There’s a soft spot in my heart for Captain Jack Sparrow. Not because of his cheeky spirit or swashbuckling guyliner, but because he’s who I am without Jesus.
A friend says God’s people have always behaved more like pirates than children. We invent ways to destroy, to rebel, to plunder, to make of this beautiful world a scavenged carcass. No rules for us! we cry on our unimpeded path to chaos. We naturally perfect violence and corruption in our black hearts; seas teem with the carnage we’ve created. The flag that flies over us is death, but nothing can convince us that we’re not masters of our own fates, captains of our own souls. And we pilot our ships and everyone around us straight to hell, singing loudly and numbing ourselves to the pain with delusions of glorious independence.

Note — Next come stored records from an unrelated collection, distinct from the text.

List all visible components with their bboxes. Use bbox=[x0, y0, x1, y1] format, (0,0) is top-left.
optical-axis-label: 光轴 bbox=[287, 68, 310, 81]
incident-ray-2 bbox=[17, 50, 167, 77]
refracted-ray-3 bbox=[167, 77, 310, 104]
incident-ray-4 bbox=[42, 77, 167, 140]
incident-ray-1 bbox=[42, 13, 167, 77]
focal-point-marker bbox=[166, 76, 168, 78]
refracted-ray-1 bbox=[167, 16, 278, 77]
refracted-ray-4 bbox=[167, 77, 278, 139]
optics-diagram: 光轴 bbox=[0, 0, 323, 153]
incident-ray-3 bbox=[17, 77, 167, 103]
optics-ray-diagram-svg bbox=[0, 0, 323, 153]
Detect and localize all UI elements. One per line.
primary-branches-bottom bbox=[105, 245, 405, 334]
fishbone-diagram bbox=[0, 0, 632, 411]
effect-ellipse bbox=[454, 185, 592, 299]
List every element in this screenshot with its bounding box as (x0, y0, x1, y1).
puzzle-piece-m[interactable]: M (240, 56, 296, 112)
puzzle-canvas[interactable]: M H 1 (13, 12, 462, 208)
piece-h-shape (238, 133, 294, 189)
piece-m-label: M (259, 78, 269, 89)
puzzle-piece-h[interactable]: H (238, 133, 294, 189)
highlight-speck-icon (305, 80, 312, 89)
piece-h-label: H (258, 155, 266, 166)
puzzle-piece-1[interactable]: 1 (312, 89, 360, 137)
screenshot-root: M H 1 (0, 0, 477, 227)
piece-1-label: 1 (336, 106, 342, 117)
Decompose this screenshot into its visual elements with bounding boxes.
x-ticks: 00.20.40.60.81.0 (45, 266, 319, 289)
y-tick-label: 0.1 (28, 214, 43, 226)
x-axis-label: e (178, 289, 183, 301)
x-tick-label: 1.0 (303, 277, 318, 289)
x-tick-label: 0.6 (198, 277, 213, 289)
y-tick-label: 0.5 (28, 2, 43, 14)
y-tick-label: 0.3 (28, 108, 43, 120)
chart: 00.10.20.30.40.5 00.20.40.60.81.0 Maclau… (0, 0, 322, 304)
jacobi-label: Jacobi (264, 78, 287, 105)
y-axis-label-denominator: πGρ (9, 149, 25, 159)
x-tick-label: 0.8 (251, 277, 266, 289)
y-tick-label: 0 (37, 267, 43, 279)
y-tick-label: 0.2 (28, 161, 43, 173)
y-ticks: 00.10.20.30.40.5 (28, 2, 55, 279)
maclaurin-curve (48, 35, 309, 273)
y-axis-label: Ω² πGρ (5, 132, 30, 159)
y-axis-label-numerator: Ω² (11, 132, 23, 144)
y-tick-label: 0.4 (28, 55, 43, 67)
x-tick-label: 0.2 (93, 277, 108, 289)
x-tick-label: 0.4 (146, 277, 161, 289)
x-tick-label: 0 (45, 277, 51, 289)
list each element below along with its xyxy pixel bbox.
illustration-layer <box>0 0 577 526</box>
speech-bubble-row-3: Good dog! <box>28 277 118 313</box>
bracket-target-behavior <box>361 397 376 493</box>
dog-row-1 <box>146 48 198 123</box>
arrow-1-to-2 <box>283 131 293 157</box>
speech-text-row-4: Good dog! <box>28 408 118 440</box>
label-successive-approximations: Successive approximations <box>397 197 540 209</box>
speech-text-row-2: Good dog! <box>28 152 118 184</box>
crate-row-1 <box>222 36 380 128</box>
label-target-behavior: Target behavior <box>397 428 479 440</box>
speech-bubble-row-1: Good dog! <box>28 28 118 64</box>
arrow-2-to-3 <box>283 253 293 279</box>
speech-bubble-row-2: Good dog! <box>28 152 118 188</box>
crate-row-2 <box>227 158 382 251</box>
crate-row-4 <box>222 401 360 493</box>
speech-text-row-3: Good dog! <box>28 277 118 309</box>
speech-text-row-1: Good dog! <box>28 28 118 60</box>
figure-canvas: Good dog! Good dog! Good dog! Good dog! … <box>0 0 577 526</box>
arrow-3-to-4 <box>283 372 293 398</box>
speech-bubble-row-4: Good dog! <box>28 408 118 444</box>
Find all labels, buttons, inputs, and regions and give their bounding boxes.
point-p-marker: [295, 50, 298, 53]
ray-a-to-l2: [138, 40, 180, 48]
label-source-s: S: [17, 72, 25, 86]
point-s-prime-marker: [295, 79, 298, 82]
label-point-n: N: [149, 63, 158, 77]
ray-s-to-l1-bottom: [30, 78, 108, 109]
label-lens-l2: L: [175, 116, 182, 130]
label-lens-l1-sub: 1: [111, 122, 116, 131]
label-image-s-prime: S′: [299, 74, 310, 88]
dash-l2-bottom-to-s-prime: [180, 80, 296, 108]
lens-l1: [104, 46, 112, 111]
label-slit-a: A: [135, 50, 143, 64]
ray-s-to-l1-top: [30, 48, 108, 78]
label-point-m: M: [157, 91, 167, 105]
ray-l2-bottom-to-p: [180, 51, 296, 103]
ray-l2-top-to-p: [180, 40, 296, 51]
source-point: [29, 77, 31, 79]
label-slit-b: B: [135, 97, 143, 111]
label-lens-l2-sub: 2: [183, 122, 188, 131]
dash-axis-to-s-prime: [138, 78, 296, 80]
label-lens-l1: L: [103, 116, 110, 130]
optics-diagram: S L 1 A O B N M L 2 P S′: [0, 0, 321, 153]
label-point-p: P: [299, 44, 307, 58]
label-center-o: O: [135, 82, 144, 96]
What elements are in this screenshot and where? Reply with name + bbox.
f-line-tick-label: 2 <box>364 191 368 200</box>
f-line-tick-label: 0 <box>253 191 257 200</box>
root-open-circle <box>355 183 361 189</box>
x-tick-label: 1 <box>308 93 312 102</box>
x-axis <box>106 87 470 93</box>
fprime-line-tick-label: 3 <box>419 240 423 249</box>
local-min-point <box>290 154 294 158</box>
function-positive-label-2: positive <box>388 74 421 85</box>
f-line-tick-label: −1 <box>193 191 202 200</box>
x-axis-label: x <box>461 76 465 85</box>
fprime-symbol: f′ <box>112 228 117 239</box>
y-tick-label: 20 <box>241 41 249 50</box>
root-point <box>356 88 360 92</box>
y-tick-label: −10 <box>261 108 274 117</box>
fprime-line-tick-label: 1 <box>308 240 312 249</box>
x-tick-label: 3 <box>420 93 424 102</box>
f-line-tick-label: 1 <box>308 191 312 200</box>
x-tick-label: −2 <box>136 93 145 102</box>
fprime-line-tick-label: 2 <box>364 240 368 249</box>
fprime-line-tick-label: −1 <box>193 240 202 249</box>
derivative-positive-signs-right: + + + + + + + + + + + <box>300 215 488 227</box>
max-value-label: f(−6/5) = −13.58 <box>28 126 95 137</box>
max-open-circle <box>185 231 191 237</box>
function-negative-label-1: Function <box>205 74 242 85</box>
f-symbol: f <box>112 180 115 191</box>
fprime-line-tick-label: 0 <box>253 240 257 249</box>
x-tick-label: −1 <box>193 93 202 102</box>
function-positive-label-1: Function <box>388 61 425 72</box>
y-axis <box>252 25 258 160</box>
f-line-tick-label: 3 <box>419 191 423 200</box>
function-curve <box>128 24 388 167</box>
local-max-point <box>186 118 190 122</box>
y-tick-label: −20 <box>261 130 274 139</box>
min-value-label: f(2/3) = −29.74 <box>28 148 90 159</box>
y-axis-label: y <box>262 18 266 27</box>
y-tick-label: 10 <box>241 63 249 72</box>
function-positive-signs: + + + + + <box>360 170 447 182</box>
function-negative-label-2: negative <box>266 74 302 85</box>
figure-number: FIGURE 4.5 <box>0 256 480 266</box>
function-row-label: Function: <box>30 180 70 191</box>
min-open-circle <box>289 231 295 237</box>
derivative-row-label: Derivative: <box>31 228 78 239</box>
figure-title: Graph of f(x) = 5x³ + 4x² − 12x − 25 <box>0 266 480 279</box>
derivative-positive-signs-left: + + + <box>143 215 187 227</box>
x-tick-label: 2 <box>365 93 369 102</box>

And then, one Friday afternoon, the sky goes dark and every pirate flag disappears. We all lift our eyes and gaze at the new crimson banners snapping overhead, and the ocean is stocked with very confused marauders.
What could this mean?
Oh, friends, it means freedom! It means unbounded life for the first time in forever! It means love, that reality so foreign to roving hearts, has come for us.
The truth is that we weren’t basically decent people when Christ changed the colors. As a matter of fact, this God-Man who came to break the curse we all suffered from? It’s His blood on our hands. And by the overwhelming grace of God, it’s His blood on our flags. The blood we demanded cries victory over us; it speaks a better word than any we’ve heard before. Jesus knew the lengths to which He’d have to go to set His beloved race of pirate people free, and He knew we’d turn on Him. He counted on that fact.
Why would I sing you a song of the sea on Good Friday? Listen closely, because it has deep implications for your life.
God is never as shocked at our sin as we are. He is profoundly aware of what we’re capable of—He felt the nails driven through. And He still pursues us with longing in His eyes. So many believers function as though they’re keeping a big secret from the Lord, that they can’t let on about how deeply they’re warped, because what if He found out? He’d run so far and so fast that it would shatter them (and they know they deserve to be shattered). So these would-be mercy thieves put on masks and try their best to look like respectable children who deserve to be invited in. God wouldn’t keep them if He knew how bad they really are.
Sweet friend, He knows. He knows more about your worst moments (past, present, and future) than you ever could. Those things that make you shudder at yourself, He looks fully upon them and comprehends to the depths. And even the best moments you have to offer are somehow tainted with sin because human motives are never entirely pure. It’s time to face the truth: you haven’t pulled the wool over anyone’s eyes, and He’s conscious of your pirate nature.
Then what comes next from this God Who Sees? A bellow? A probation period with a strict behavior modification plan? Punishment? Demands for secrecy and a life of pretending? Abandonment? No.
The cross.
Blood runs red across the seas, into our hearts, and it really is finished. Our old pirate selves are slain with the Lamb, and a scene from Ezekiel plays out as new beings rise from the dead. We live truth when we abandon our swarthy rhythms and turn plundering into peacemaking. Hope replaces despair, beauty found among the ashes. How funny, we think: we’ve spent our whole lives hunting for treasure, and Treasure came hunting for us. We couldn’t escape Him, thank goodness. So we meet up and swap stories about pirates turned princes and sinners turned saints, singing each other home.
One thing I love about this new resurrection life? Dead men tell the best tales.